Then and Now – Eden Palace au Lac
As the Montreux Casino burned to the ground in 1971, this lake-edge hotel had a front-row view of smoke on the water and fire in the sky. By Chris Sheedy.
On the night of December 4, 1971, young and devoted music fans from across Europe descended on the concert hall of the opulent Montreux Casino in Switzerland to see American musician Frank Zappa and his band, The Mothers of Invention. Instead, the stage was set for a far more significant moment in rock ’n’ roll history.
By the end of the night the casino would be destroyed by fire and from its ashes would rise one of the most recognisable riffs – in a single that would see another band, Britain’s Deep Purple, soar into the musical stratosphere.
The five Deep Purple musicians had travelled to the swanky Swiss town to utilise the casino’s concert hall as a recording space. During the Zappa gig, which they attended as audience members rather than performers, they saw a fan shoot a flare gun at the ceiling. The venue soon began to burn.
“The fire was unbelievable,” Deep Purple vocalist Ian Gillan later said. “The whole town was closed off while the bloody thing [the casino] burned to the ground... We were moved to a hotel called the Eden Palace au Lac.”
From their lakeside digs, the band members looked on as flames shot into the night sky. The next morning, smoke billowed over the still waters of Lake Geneva.
In the weeks that followed the inferno, the rockers penned an extraordinarily powerful four-note song about the blaze. It was recorded in various locations around Montreux but was never meant to be included on the 1972 album Machine Head (the band was concerned the song’s title, Smoke on the Water, would have drug connotations). The track was added only at the last minute after canny colleagues convinced the band of the song’s catchiness.
Today, visitors to Montreux can stay at the four-star Eden Palace au Lac, an imposing Victorian landmark first opened in 1896. Be sure to request a lakeside room, which has a balcony or terrace overlooking Lake Geneva and the Alps. The hotel has hosted blues king Sammy Price, pianist Charles Thompson, jazz trumpeter Dizzy Gillespie and many other artists – but none have put Montreux on the musical map as indelibly as Deep Purple.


## WORK TO COMPLETE
Report how many lines of the following entries include the string "canvas"; respond with the number alone.

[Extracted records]
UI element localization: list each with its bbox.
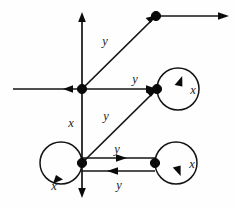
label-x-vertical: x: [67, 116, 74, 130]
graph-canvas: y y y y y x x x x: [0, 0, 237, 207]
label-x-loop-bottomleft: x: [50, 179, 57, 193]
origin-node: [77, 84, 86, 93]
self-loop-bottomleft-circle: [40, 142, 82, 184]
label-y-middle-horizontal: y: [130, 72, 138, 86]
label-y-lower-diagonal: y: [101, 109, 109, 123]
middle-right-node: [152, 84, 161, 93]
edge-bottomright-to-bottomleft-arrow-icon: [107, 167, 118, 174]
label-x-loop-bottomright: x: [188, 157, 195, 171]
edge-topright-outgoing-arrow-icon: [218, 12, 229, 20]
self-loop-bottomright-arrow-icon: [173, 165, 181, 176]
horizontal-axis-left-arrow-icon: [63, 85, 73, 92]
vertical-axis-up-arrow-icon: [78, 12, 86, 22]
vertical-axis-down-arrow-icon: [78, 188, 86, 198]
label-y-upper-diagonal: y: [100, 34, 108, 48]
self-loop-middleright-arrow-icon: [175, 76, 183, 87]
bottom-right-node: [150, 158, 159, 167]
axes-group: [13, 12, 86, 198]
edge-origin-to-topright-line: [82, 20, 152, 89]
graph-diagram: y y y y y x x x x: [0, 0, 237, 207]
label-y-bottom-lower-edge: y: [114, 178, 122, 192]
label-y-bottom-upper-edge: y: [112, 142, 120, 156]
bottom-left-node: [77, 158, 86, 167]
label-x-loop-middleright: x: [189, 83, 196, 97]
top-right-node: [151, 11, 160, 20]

---

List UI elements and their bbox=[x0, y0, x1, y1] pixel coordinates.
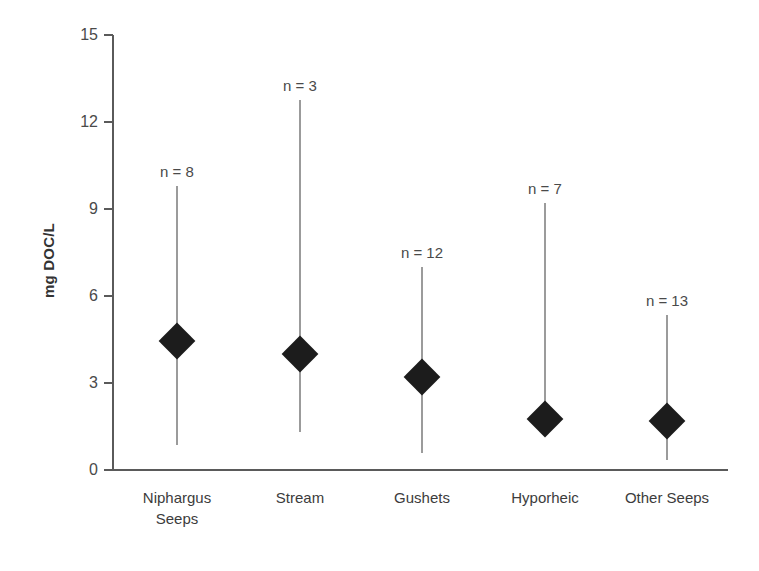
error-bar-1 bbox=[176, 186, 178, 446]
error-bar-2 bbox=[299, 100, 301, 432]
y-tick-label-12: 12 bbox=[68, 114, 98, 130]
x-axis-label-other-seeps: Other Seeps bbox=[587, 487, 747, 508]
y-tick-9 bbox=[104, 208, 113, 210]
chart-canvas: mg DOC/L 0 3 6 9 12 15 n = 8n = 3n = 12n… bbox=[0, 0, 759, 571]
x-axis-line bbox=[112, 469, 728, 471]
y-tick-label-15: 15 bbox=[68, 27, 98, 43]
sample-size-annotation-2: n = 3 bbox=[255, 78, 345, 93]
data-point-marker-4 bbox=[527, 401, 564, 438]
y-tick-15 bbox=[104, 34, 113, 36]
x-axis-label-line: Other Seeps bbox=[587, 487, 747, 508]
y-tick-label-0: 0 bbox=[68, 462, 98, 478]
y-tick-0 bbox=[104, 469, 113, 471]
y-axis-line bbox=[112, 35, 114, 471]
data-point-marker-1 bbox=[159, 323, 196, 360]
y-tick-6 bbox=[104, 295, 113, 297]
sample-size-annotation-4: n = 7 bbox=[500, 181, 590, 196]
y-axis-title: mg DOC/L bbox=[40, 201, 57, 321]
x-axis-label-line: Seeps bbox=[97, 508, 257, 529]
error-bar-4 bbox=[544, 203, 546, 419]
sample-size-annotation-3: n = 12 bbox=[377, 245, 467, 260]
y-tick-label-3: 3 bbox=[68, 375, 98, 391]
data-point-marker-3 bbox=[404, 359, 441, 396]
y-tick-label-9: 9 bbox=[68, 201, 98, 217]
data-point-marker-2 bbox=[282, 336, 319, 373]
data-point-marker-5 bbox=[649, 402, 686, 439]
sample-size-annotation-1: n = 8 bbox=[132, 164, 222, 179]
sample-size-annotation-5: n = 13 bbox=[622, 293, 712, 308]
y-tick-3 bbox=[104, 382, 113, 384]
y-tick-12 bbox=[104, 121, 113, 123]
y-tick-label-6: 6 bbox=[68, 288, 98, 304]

==

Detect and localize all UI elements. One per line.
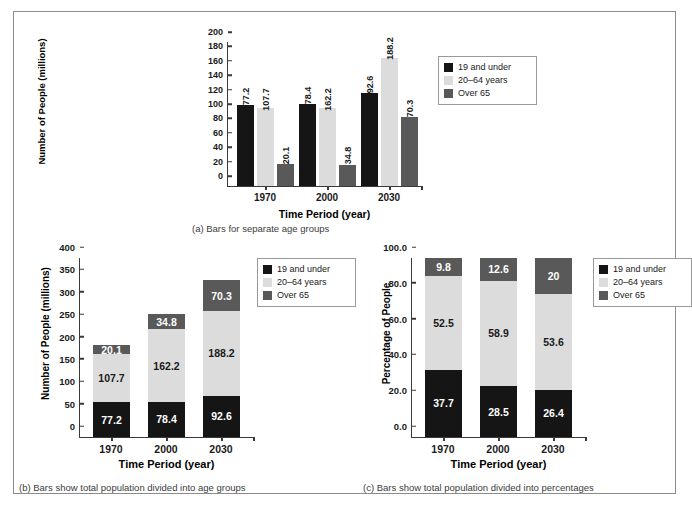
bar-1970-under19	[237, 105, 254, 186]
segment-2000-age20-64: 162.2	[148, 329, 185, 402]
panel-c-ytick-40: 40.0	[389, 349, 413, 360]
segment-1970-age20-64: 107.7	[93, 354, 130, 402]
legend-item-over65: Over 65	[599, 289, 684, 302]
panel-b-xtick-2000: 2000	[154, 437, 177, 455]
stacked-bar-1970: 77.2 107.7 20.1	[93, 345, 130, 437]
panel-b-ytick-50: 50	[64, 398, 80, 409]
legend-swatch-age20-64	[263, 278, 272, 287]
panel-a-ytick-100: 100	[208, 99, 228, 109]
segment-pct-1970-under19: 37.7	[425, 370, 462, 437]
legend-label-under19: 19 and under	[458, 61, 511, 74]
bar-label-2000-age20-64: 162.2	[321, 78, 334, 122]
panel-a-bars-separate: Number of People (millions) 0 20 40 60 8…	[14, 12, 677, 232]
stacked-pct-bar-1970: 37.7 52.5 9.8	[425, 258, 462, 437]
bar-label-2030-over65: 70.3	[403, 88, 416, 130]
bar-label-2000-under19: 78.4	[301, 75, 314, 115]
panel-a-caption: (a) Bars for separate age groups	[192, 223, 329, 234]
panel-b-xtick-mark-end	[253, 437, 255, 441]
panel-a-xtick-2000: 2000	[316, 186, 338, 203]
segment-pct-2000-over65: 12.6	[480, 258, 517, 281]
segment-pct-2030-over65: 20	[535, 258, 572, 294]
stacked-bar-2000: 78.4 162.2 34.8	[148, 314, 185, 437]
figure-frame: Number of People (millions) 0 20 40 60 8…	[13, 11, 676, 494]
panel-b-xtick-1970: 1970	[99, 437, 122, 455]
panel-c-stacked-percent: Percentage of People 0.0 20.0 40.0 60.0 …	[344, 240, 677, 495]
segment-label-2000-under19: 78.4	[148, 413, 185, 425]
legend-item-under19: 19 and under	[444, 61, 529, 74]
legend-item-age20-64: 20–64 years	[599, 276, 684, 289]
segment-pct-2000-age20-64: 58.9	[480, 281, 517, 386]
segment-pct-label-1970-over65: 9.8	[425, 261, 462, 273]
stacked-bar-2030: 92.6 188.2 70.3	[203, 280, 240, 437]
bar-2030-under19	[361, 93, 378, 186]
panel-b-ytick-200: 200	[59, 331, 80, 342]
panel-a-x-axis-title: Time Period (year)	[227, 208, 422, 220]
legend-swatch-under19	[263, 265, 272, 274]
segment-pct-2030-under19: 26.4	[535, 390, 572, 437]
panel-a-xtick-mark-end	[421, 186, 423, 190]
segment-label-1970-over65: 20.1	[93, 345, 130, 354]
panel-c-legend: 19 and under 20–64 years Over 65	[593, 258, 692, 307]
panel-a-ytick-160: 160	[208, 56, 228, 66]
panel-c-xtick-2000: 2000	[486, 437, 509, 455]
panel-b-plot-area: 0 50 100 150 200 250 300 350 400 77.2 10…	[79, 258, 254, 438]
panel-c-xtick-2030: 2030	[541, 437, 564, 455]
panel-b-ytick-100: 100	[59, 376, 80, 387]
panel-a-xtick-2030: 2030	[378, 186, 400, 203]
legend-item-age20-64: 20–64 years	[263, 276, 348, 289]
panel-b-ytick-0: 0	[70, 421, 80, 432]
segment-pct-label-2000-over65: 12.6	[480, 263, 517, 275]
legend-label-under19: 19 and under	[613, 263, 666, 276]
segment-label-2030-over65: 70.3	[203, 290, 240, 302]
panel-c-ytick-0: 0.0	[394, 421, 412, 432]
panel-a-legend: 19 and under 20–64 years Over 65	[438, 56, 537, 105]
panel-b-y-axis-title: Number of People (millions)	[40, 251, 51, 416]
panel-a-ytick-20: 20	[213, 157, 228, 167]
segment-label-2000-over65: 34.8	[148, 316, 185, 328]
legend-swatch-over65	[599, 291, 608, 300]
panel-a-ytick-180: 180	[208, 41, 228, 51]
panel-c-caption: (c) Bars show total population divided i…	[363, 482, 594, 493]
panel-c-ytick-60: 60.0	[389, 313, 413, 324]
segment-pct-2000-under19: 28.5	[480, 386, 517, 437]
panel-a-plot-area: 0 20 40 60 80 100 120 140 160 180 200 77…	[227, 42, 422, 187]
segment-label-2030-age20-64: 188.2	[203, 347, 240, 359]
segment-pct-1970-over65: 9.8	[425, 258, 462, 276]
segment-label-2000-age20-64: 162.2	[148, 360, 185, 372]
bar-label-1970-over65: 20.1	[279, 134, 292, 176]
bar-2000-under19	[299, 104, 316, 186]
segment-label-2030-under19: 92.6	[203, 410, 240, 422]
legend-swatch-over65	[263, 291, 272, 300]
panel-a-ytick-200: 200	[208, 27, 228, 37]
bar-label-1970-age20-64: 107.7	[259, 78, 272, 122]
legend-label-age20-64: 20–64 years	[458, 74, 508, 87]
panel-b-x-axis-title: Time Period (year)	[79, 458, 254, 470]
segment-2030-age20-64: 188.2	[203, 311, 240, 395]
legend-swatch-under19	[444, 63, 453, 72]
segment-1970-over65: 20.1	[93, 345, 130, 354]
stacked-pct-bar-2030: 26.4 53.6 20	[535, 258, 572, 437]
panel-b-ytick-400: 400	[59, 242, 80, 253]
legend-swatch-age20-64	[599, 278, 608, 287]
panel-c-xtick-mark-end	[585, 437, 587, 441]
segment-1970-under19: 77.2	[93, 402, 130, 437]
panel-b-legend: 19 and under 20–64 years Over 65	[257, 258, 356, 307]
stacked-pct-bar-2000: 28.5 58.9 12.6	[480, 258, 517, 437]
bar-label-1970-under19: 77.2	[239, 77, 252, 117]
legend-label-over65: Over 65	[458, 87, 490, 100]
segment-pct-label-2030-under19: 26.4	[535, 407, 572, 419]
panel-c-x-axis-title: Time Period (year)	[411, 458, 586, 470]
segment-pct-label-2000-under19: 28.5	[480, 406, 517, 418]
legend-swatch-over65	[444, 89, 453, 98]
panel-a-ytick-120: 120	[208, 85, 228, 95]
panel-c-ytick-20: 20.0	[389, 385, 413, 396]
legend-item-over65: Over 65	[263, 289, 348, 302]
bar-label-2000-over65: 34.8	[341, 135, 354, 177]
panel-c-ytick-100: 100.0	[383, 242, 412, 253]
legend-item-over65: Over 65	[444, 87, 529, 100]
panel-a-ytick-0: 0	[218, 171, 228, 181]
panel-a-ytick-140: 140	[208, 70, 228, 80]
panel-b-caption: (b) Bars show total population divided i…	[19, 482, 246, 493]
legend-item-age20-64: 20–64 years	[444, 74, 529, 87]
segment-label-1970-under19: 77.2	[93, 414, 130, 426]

## EXERCISE ANSWER
2